Indiranagar: Our New Home: Nov. 20th
Living in simpler times often makes us think of our childhood. Drying our clothes in the sun, Sue remembers being eight years old and watching her mom hanging clothes on the clothesline. Today, lacking any better place we played badminton in the street. The only rule change since I was a kid, was that if the birdie landed in the gutter, the game was over. Gutters here are ditches about 1 foot wide by 2 feet deep, and contain refuse, filth, and the e-word (excrement), so if the birdie goes into the gutter, you’re not going to lean over and take it out. Luckily Sue and I play pretty good street badminton.
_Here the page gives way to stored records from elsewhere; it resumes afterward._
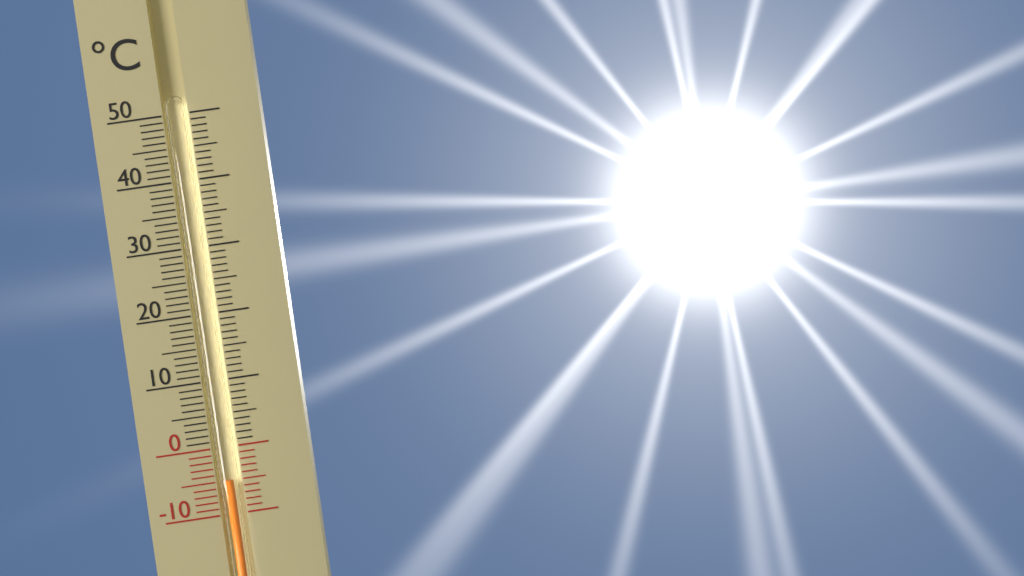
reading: -5 °C
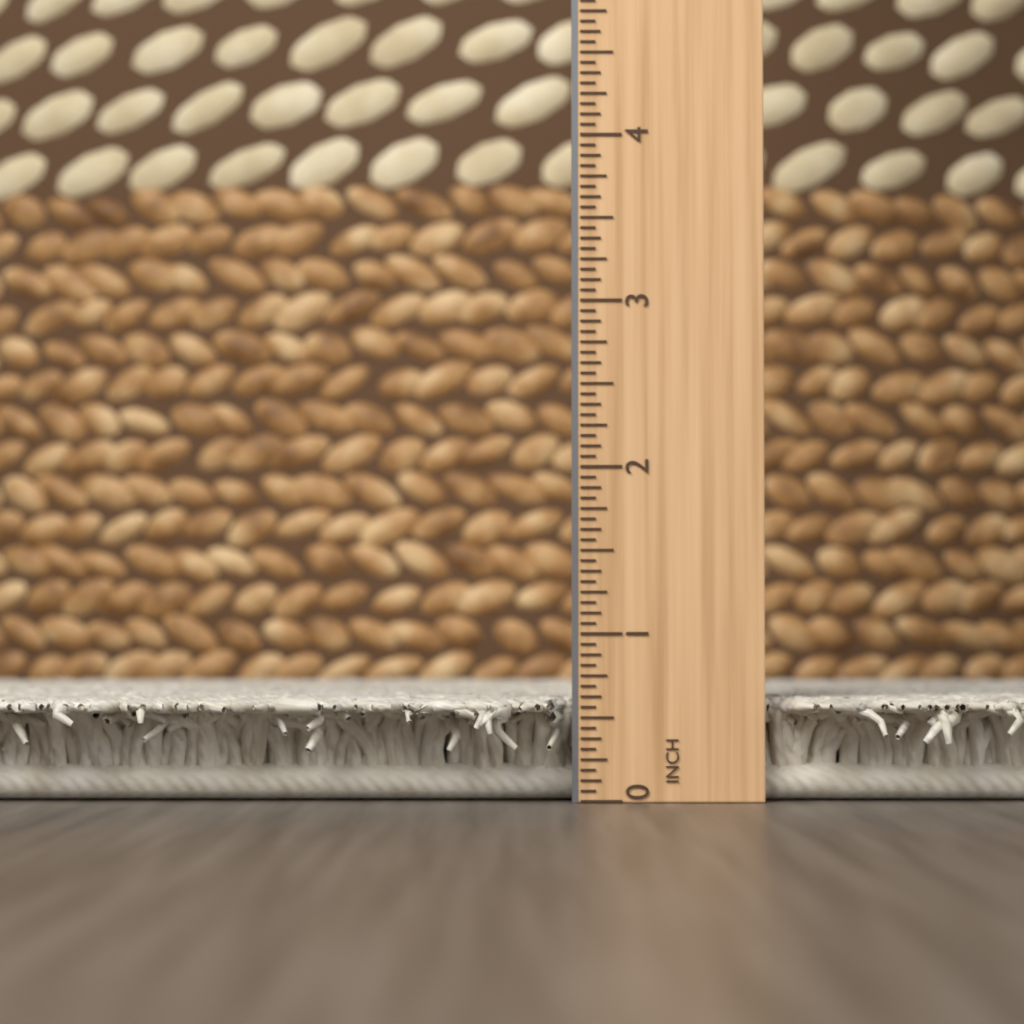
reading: 0.6250 in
Indiranagar, the part of town where we live, contains an incredibly varied mix of ostentatious rich-man’s architecture. Styles range from castles with moats and drawbridges to 80’s style mixed-angle grids. Some of it is pretty good. Most of it is in horrifyingly bad taste - "Punjabi Baroque" is what one architect calls it. Occasionally, for a change in scenery in our walks, Sue and I take a dirt road, instead of a semi-paved one. This inevitably leads into a "servant’s ghetto" where the really fun action occurs; roosters chasing hens up and down the street, little girls taking pots of water home from the well, guys sitting out on front stoops watching the folks go by, smoking cheap cigarettes, saying lewd things about Sue, and grinning quite evilly. Race and diet makes most of the people on the tiny side. I feel like a giant here. All 5’-6" of me! If anyone gets a little out of line, I grab two sticks and start hitting them together with a loud "thwack". Folks get the idea pretty quick.